The surgery is deep brain stimulation -- an implanted device. It is already used to treat some movement disorders, such as Parkinson's disease and essential tremor. The difference is the target.

The target is a structure called the nucleus accumbens. It's on the underside of the front part of the brain. The pathways that run through there involve action, and motivation, and reward processing.

A small amount of electric current at the target disrupts the amount of reward a person assigns to their repetitive, compulsive actions.

Patients don't feel this. They don't even feel the awake part of the surgery -- physically, at least.

"My head was open. I knew it was open. But I couldn't see any of it," Hirt said.

Emotionally, though, they do, and that's what the doctors want to see.

"Patients report how they're feeling when we turn the device on. We want to see some improvement in their symptoms," Dr. Richardson said. "Patients are fully awake at this stage. And we have kind of a rating scale device, where they rate how severe their OCD symptoms are at that time."

"I could not stop laughing, I could not stop giggling and laughing, and they actually asked me if they could video it," Hirt said.

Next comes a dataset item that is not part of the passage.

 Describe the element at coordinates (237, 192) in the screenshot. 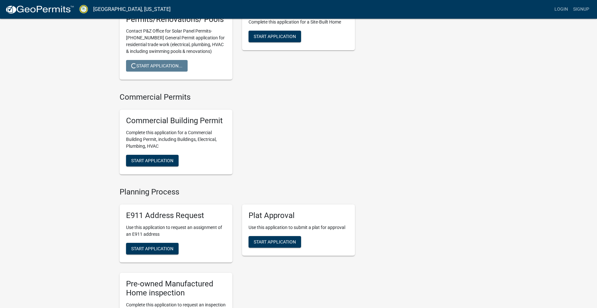

I see `h4: Planning Process` at that location.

Patients go home the next day and return in a few weeks to have the electrode connected to a battery pack in the upper chest. Then, over the next several weeks to months, the settings are adjusted over a series of visits.

There's a 1 percent risk of stroke, a 3 percent risk of infection, and a 5 percent risk of mood or thinking problems. It is FDA approved and covered by insurance, and it is reversible. To qualify, the OCD has to be bad enough.

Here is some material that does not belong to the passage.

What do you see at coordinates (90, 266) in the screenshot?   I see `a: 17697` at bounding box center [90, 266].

"We don't do brain surgery lightly, and I don't think there is anyone right now who is willing to do this treatment on anybody who is not of the most severe category," Dr. Hudak said.

Hirt was the first patient to have this procedure at UPMC. He admits he was nervous.

"When you think about somebody drilling into your head, or changing something in your brain, it's a really hard thing to even comprehend," he said. "If you've been living with OCD for 15 or 16 years of your life, where it's been really bad, and then not knowing what you'd really be like without OCD, so if it worked, you don't even know if you'd like yourself anymore. So I had all those fears."

It has been four months since the surgery. He's able to work on his car without overwhelming anxiety, he can even mow the grass, which he could not do before the surgery. But, he's still not where he'd like to be.

"I would like to work again at some point. I would like to get back to work," he said.

"I think we're just beginning to figure out the types of patients we can help. So I think there are quite a number of people in the future who are going to be helped by deep brain stimulation," Dr. Richardson said.